I used to stop every morning for coffee before I drove to work, and Rose’s donuts and butter tarts were the highlight of many a department meeting. Over the years, Rose and I became friends, although she has a reputation for being irascible. She’s also the hub for village news – when BD found a grey-and-white kitten in our garage early one summer’s morning five years ago, it was to Rose’s we went to see if anyone had reported her lost. (They hadn’t, and Pye, all grown up now, is currently sitting on my desk watching me type.) We tell her when we’re going away, so she’ll keep an eye on the house.

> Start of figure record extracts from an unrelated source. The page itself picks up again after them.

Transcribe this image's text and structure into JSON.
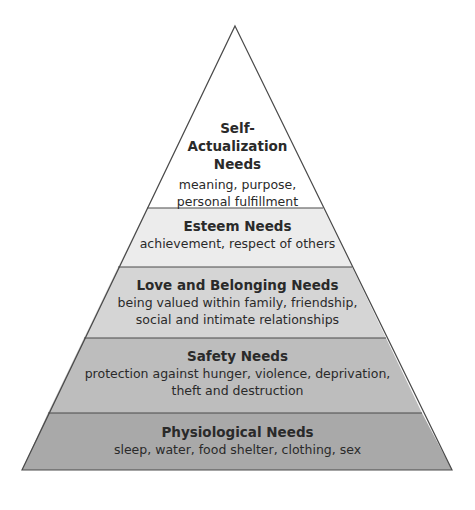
{
  "diagram": {
    "levels": [
      {
        "name": "Self-Actualization Needs",
        "title_lines": [
          "Self-",
          "Actualization",
          "Needs"
        ],
        "desc_lines": [
          "meaning, purpose,",
          "personal fulfillment"
        ],
        "fill": "#ffffff"
      },
      {
        "name": "Esteem Needs",
        "title_lines": [
          "Esteem Needs"
        ],
        "desc_lines": [
          "achievement, respect of others"
        ],
        "fill": "#ececec"
      },
      {
        "name": "Love and Belonging Needs",
        "title_lines": [
          "Love and Belonging Needs"
        ],
        "desc_lines": [
          "being valued within family, friendship,",
          "social and intimate relationships"
        ],
        "fill": "#d5d5d5"
      },
      {
        "name": "Safety Needs",
        "title_lines": [
          "Safety Needs"
        ],
        "desc_lines": [
          "protection against hunger, violence, deprivation,",
          "theft and destruction"
        ],
        "fill": "#bdbdbd"
      },
      {
        "name": "Physiological Needs",
        "title_lines": [
          "Physiological Needs"
        ],
        "desc_lines": [
          "sleep, water, food shelter, clothing, sex"
        ],
        "fill": "#a9a9a9"
      }
    ],
    "colors": {
      "outline": "#4a4a4a",
      "text": "#2a2a2a"
    }
  }
}
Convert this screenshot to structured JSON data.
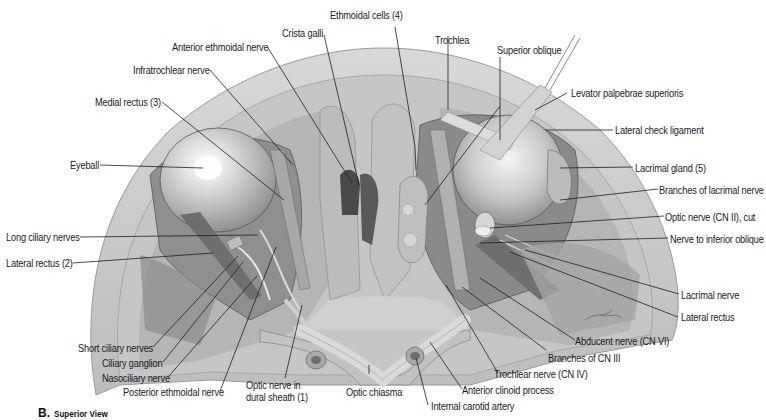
{
  "figure": {
    "panel_letter": "B.",
    "caption": "Superior View",
    "labels": {
      "ethmoidal_cells": "Ethmoidal cells (4)",
      "crista_galli": "Crista galli",
      "anterior_ethmoidal_nerve": "Anterior ethmoidal nerve",
      "infratrochlear_nerve": "Infratrochlear nerve",
      "medial_rectus": "Medial rectus (3)",
      "eyeball": "Eyeball",
      "long_ciliary_nerves": "Long ciliary nerves",
      "lateral_rectus_left": "Lateral rectus (2)",
      "short_ciliary_nerves": "Short ciliary nerves",
      "ciliary_ganglion": "Ciliary ganglion",
      "nasociliary_nerve": "Nasociliary nerve",
      "posterior_ethmoidal_nerve": "Posterior ethmoidal nerve",
      "optic_nerve_dural_line1": "Optic nerve in",
      "optic_nerve_dural_line2": "dural sheath (1)",
      "optic_chiasma": "Optic chiasma",
      "internal_carotid_artery": "Internal carotid artery",
      "anterior_clinoid_process": "Anterior clinoid process",
      "trochlear_nerve": "Trochlear nerve (CN IV)",
      "branches_cn3": "Branches of CN III",
      "abducent_nerve": "Abducent nerve (CN VI)",
      "lateral_rectus_right": "Lateral rectus",
      "lacrimal_nerve": "Lacrimal nerve",
      "nerve_inferior_oblique": "Nerve to inferior oblique",
      "optic_nerve_cut": "Optic nerve (CN II), cut",
      "branches_lacrimal_nerve": "Branches of lacrimal nerve",
      "lacrimal_gland": "Lacrimal gland (5)",
      "lateral_check_ligament": "Lateral check ligament",
      "levator_palpebrae": "Levator palpebrae superioris",
      "superior_oblique": "Superior oblique",
      "trochlea": "Trochlea"
    }
  }
}
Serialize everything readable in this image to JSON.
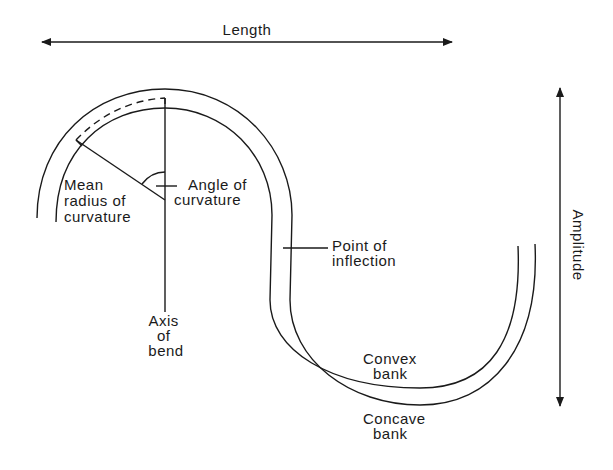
{
  "diagram": {
    "type": "meander-geometry",
    "colors": {
      "ink": "#1a1a1a",
      "background": "#ffffff"
    },
    "dimensions": {
      "length": {
        "label": "Length",
        "orientation": "horizontal"
      },
      "amplitude": {
        "label": "Amplitude",
        "orientation": "vertical"
      }
    },
    "labels": {
      "mean_radius": [
        "Mean",
        "radius of",
        "curvature"
      ],
      "angle": [
        "Angle of",
        "curvature"
      ],
      "inflection": [
        "Point of",
        "inflection"
      ],
      "axis": [
        "Axis",
        "of",
        "bend"
      ],
      "convex": [
        "Convex",
        "bank"
      ],
      "concave": [
        "Concave",
        "bank"
      ]
    }
  }
}
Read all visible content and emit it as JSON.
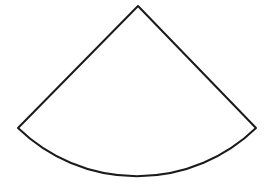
{
  "diagram": {
    "type": "circular-sector",
    "stroke_color": "#1a1a1a",
    "fill_color": "#ffffff",
    "stroke_width": 2,
    "apex": [
      138,
      6
    ],
    "left_corner": [
      18,
      128
    ],
    "right_corner": [
      256,
      128
    ],
    "radius": 171
  }
}
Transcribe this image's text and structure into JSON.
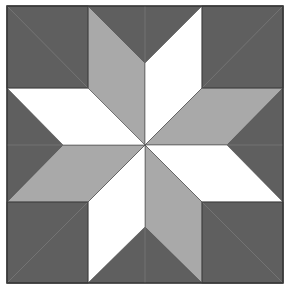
{
  "figure": {
    "colors": {
      "dark": "#5f5f5f",
      "medium": "#a9a9a9",
      "light": "#ffffff",
      "border": "#3a3a3a",
      "seam": "#7d7d7d"
    }
  }
}
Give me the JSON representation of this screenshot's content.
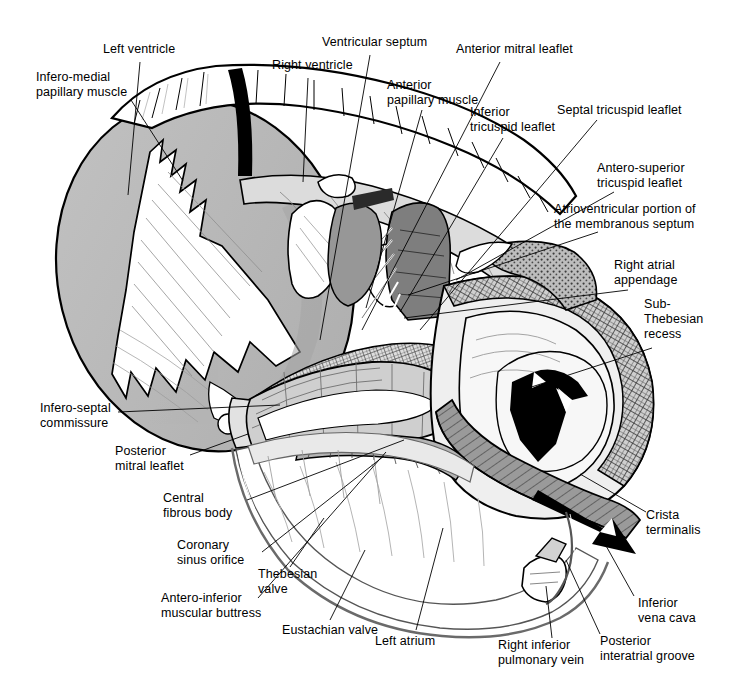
{
  "figure": {
    "width": 731,
    "height": 698,
    "background": "#ffffff",
    "line_color": "#000000",
    "fills": {
      "light_gray": "#d9d9d9",
      "mid_gray": "#b8b8b8",
      "dark_gray": "#8c8c8c",
      "darker_gray": "#6e6e6e",
      "black": "#000000",
      "white": "#ffffff"
    }
  },
  "labels": [
    {
      "id": "left-ventricle",
      "text": "Left ventricle",
      "x": 103,
      "y": 42,
      "align": "left",
      "leader": [
        [
          140,
          62
        ],
        [
          128,
          195
        ]
      ]
    },
    {
      "id": "infero-medial-papillary-muscle",
      "text": "Infero-medial\npapillary muscle",
      "x": 36,
      "y": 70,
      "align": "left",
      "leader": [
        [
          131,
          100
        ],
        [
          183,
          181
        ]
      ]
    },
    {
      "id": "right-ventricle",
      "text": "Right ventricle",
      "x": 272,
      "y": 58,
      "align": "left",
      "leader": [
        [
          308,
          78
        ],
        [
          303,
          182
        ]
      ]
    },
    {
      "id": "ventricular-septum",
      "text": "Ventricular septum",
      "x": 322,
      "y": 35,
      "align": "left",
      "leader": [
        [
          370,
          55
        ],
        [
          320,
          340
        ]
      ]
    },
    {
      "id": "anterior-papillary-muscle",
      "text": "Anterior\npapillary muscle",
      "x": 387,
      "y": 78,
      "align": "left",
      "leader": [
        [
          422,
          110
        ],
        [
          366,
          308
        ]
      ]
    },
    {
      "id": "anterior-mitral-leaflet",
      "text": "Anterior mitral leaflet",
      "x": 456,
      "y": 42,
      "align": "left",
      "leader": [
        [
          500,
          62
        ],
        [
          362,
          330
        ]
      ]
    },
    {
      "id": "inferior-tricuspid-leaflet",
      "text": "Inferior\ntricuspid leaflet",
      "x": 470,
      "y": 105,
      "align": "left",
      "leader": [
        [
          503,
          138
        ],
        [
          400,
          312
        ]
      ]
    },
    {
      "id": "septal-tricuspid-leaflet",
      "text": "Septal tricuspid leaflet",
      "x": 557,
      "y": 103,
      "align": "left",
      "leader": [
        [
          597,
          120
        ],
        [
          420,
          330
        ]
      ]
    },
    {
      "id": "antero-superior-tricuspid-leaflet",
      "text": "Antero-superior\ntricuspid leaflet",
      "x": 597,
      "y": 161,
      "align": "left",
      "leader": [
        [
          614,
          192
        ],
        [
          456,
          280
        ]
      ]
    },
    {
      "id": "atrioventricular-portion-membranous-septum",
      "text": "Atrioventricular portion of\nthe membranous septum",
      "x": 554,
      "y": 202,
      "align": "left",
      "leader": [
        [
          598,
          232
        ],
        [
          408,
          295
        ]
      ]
    },
    {
      "id": "right-atrial-appendage",
      "text": "Right atrial\nappendage",
      "x": 614,
      "y": 258,
      "align": "left",
      "leader": [
        [
          628,
          290
        ],
        [
          404,
          318
        ]
      ]
    },
    {
      "id": "sub-thebesian-recess",
      "text": "Sub-\nThebesian\nrecess",
      "x": 644,
      "y": 297,
      "align": "left",
      "leader": [
        [
          652,
          348
        ],
        [
          516,
          392
        ]
      ]
    },
    {
      "id": "crista-terminalis",
      "text": "Crista\nterminalis",
      "x": 646,
      "y": 508,
      "align": "left",
      "leader": [
        [
          646,
          512
        ],
        [
          580,
          474
        ]
      ]
    },
    {
      "id": "inferior-vena-cava",
      "text": "Inferior\nvena cava",
      "x": 638,
      "y": 596,
      "align": "left",
      "leader": [
        [
          634,
          596
        ],
        [
          600,
          535
        ]
      ]
    },
    {
      "id": "posterior-interatrial-groove",
      "text": "Posterior\ninteratrial groove",
      "x": 600,
      "y": 634,
      "align": "left",
      "leader": [
        [
          600,
          634
        ],
        [
          566,
          560
        ]
      ]
    },
    {
      "id": "right-inferior-pulmonary-vein",
      "text": "Right inferior\npulmonary vein",
      "x": 498,
      "y": 638,
      "align": "left",
      "leader": [
        [
          552,
          638
        ],
        [
          546,
          586
        ]
      ]
    },
    {
      "id": "left-atrium",
      "text": "Left atrium",
      "x": 375,
      "y": 634,
      "align": "left",
      "leader": [
        [
          416,
          630
        ],
        [
          443,
          528
        ]
      ]
    },
    {
      "id": "eustachian-valve",
      "text": "Eustachian valve",
      "x": 282,
      "y": 623,
      "align": "left",
      "leader": [
        [
          330,
          620
        ],
        [
          365,
          550
        ]
      ]
    },
    {
      "id": "thebesian-valve",
      "text": "Thebesian\nvalve",
      "x": 258,
      "y": 567,
      "align": "left",
      "leader": [
        [
          290,
          567
        ],
        [
          324,
          518
        ]
      ]
    },
    {
      "id": "antero-inferior-muscular-buttress",
      "text": "Antero-inferior\nmuscular buttress",
      "x": 161,
      "y": 591,
      "align": "left",
      "leader": [
        [
          258,
          598
        ],
        [
          386,
          452
        ]
      ]
    },
    {
      "id": "coronary-sinus-orifice",
      "text": "Coronary\nsinus orifice",
      "x": 177,
      "y": 538,
      "align": "left",
      "leader": [
        [
          262,
          552
        ],
        [
          384,
          456
        ]
      ]
    },
    {
      "id": "central-fibrous-body",
      "text": "Central\nfibrous body",
      "x": 163,
      "y": 491,
      "align": "left",
      "leader": [
        [
          247,
          500
        ],
        [
          404,
          440
        ]
      ]
    },
    {
      "id": "posterior-mitral-leaflet",
      "text": "Posterior\nmitral leaflet",
      "x": 115,
      "y": 444,
      "align": "left",
      "leader": [
        [
          190,
          455
        ],
        [
          248,
          434
        ]
      ]
    },
    {
      "id": "infero-septal-commissure",
      "text": "Infero-septal\ncommissure",
      "x": 40,
      "y": 401,
      "align": "left",
      "leader": [
        [
          118,
          412
        ],
        [
          280,
          405
        ]
      ]
    }
  ]
}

When I was buying coffee at seven a.m. weekday mornings, we’d talk about the fox cubs being reared in the old graveyard; the coyote family Rose saw every morning at five a.m. when she walked her dogs; the sandhill cranes which have returned to the area. She’s told me who to hire to plough the snow, fix our furnace, pump the septic tank.
But in retirement, I have the leisure to make my own coffee in the morning, and I also needed to consider the money I spent – the coffee was all too frequently combined with a muffin, or a breakfast sandwich – depleting my purse and expanding my waistline. But I miss going. I miss our chats, I miss being greeted by her two Labradors, and her coffee is better than mine. Frankly, I miss seeing my friend, and finding out what’s happening in the village. Dropping in every couple of weeks when we’ve run out of salsa or pickles or cranberry chutney isn’t enough.
So I will return to buying a morning coffee two or three times a week, but now I’ll walk or bike down, or stop in on my way to town for groceries. It will cost me a few dollars, but can you put a price on community?